Toni Dorfman

Profession and title: 
Professor of Theater Studies
Brief biography: 
For 23 years Toni Dorfman has taught full-time at Yale. She holds a bachelor’s degree in philosophy, earned mostly at Carleton College and then at the University of Iowa, and a master of fine arts degree in directing from Columbia University. In 2003 she cofounded the annual Yale Playwrights Festival.  At Yale in addition to teaching classes in acting, directing, and playwriting, she’s taught seminars in revenge tragedy and moral ambiguity, biography and drama, representations of the underworld, “The Deep: Representations of the Sea” (in spring 2022), and early opera. In summer she’s taught Sophocles’ Antigone in the Yale Warrior-Scholar Project helping enlisted veterans prepare for college. In July 2019, at the invitation of the then artistic director of the National Theater of Greece, Stathis Livathinos, in Delphi she led an international workshop for professional actors on performing Greek tragedy. 
 
Since 2009 she has stage-directed nine major productions of 17th-century opera for the Yale Baroque Opera Project, including Cavalli’s Il Giasone, Scipione Affricano, La Didone, and Doriclea (going up in May 2023); Sacrati’s La finta pazza (American premiere); and all three of Monteverdi’s extant operas, Il ritorno d’Ulisse in patria, L’incoronazione di Poppea, and Orfeo (in May 2022), all in collaboration with musical director Grant Herreid. Her interest in ancient Greek myth, epic, and drama – the inspiration for much early baroque opera – is lifelong. What in particular she loves about early opera is not only the expressive beauty of its music but also its casts of human and divine characters, bringing together two worlds in the same space.  
 
Her own plays, including Rounding Cassiopeia, Family Wolf, Third Wave Fems, One of the Damned Few (with Bud Thorpe), and The King of the Cimbri, have been developed and presented in London, New York, Santa Fe, Los Angeles, Chicago, and New Haven at Yale Rep and the Long Wharf Theater.    
 
In her twenties she cofounded The Shade Company, a repertory theater on Canal Street and a charter member of what is now the Alliance of Resident Theaters/New York.  She’s served on the editorial board of Shakespeare Bulletin and the national board of the University/Resident Theater Association. As an actor she’s played Lady Macbeth, Titania, Helena, Aldonza, Grusha, Dorine, Hesione Hushabye, Pirate Jenny, Kagekiyo’s Daughter, Mother Courage, and Clytemnestra, among scores of other roles; in film she’s played Queen Marie in Ionesco’s Exit the King (1976) and Candace in Edward Columbia’s The Page Burner (2022), with dozens of television commercials in between.
 
She is married to Yale historian John Lewis Gaddis. They live in East Rock with a pollination garden, designed by Eliza Shaw Valk, her daughter, in front for butterflies and bees.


Please say how many lines in the entries below hold the string "outer", with no other words.

EXCERPTED DATA section start

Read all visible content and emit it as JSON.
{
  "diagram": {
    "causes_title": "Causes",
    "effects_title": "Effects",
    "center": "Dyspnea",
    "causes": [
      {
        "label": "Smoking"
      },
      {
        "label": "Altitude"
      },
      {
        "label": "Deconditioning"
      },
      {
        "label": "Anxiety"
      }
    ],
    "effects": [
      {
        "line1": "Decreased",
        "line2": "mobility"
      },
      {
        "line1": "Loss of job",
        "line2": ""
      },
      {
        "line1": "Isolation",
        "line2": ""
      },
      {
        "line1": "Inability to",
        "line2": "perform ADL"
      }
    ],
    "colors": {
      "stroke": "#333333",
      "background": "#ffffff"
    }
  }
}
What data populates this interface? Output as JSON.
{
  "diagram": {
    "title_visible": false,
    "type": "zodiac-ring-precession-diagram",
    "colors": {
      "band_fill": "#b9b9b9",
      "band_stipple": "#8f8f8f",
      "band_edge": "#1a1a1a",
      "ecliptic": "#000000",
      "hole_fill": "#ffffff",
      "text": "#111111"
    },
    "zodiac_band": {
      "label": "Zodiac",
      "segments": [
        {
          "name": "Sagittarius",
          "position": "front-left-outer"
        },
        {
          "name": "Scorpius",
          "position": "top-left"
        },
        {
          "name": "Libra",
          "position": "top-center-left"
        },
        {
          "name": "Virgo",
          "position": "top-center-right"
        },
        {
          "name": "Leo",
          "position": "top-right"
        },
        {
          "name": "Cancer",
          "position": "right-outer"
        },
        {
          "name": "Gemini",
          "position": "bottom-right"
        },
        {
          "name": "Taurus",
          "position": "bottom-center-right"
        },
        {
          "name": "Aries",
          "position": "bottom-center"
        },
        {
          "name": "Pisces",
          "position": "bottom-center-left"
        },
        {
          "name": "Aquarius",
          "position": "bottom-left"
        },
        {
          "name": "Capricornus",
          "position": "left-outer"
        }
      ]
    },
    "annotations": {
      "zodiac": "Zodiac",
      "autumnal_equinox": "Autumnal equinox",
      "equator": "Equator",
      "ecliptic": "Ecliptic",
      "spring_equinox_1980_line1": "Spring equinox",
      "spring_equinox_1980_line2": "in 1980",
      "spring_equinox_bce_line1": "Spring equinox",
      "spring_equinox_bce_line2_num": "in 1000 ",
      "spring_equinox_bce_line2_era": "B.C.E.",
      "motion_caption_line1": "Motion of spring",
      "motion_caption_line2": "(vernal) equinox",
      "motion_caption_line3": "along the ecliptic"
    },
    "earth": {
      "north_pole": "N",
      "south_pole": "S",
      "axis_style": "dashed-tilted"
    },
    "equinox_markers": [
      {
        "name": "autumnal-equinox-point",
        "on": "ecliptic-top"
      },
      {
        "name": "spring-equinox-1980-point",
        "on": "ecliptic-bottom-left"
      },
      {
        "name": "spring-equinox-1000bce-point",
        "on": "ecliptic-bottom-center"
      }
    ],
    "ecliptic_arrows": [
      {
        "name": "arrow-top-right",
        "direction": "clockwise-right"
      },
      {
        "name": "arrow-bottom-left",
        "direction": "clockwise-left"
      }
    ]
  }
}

EXCERPTED DATA section end

#### ANSWER SPACE
3